The whole idea of a Prometheus counter doesn't really make sense for a
job that lives for just 5s, if you are scraping every 15s or every
minute or so.

And a job that lives for 1 hour should be scraped directly.

So in the first case, using a counter doesn't make sense, and in the
second case using the Pushgateway doesn't make sense.

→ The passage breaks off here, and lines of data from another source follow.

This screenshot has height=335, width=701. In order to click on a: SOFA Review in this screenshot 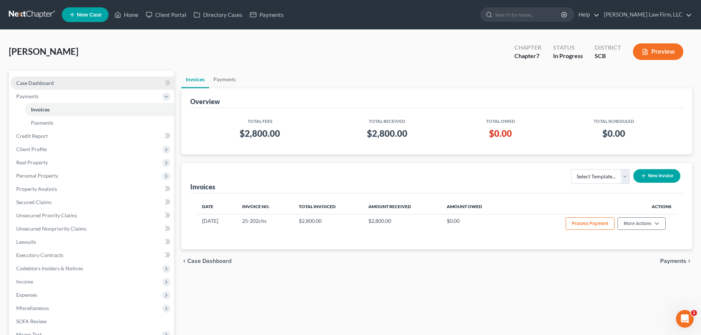, I will do `click(92, 322)`.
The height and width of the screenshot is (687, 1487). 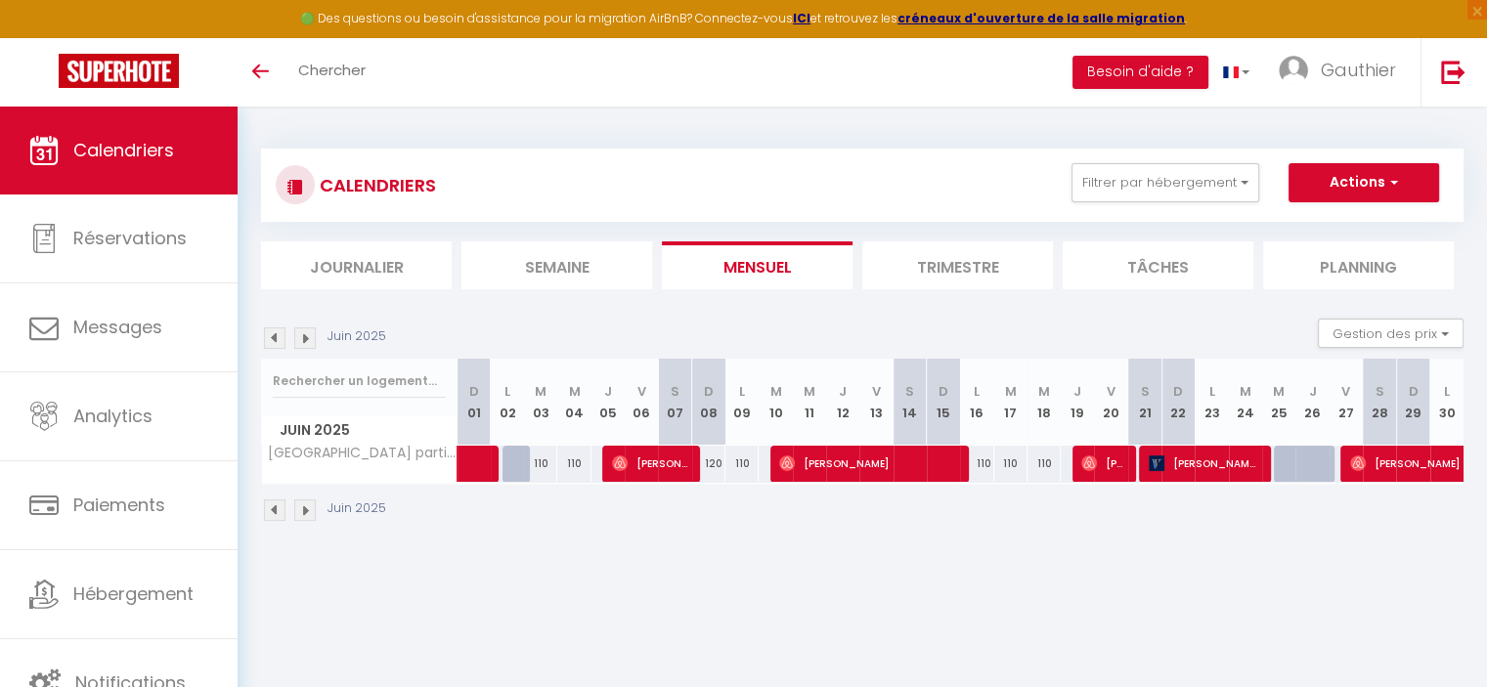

> Does it really matter what you send to pushgateway? It supports
> counters so why not push them?

We could be stricter and just reject counters being pushed to the
Pushgateway, but that would be a breaking change. Historically, the
metric type information in Prometheus was (and to a good part still
is) some kind of "weak typing", so no hard restrictions were imposed
(you can apply `rate` to a gauge or `delta` to a counter without
Prometheus complaining about it).

Also, it feels natural to count "records backed up by the daily
database back up job" in a counter and push it to the
Pushgateway. However, when it arrives on your Prometheus server, it
doesn't really behave as a counter. Summing those values up across
instances is really painful with PromQL, and the reason for that is
that we are essentially handling events here, for which Prometheus as
a whole wasn't really designed.

If you really have to use Prometheus for that case, the "least bad"
solutions I know of is statsd with the statsd-exporter (
https://github.com/prometheus/statsd_exporter ) or the
prom-aggregation-gateway
( https://github.com/zapier/prom-aggregation-gateway ).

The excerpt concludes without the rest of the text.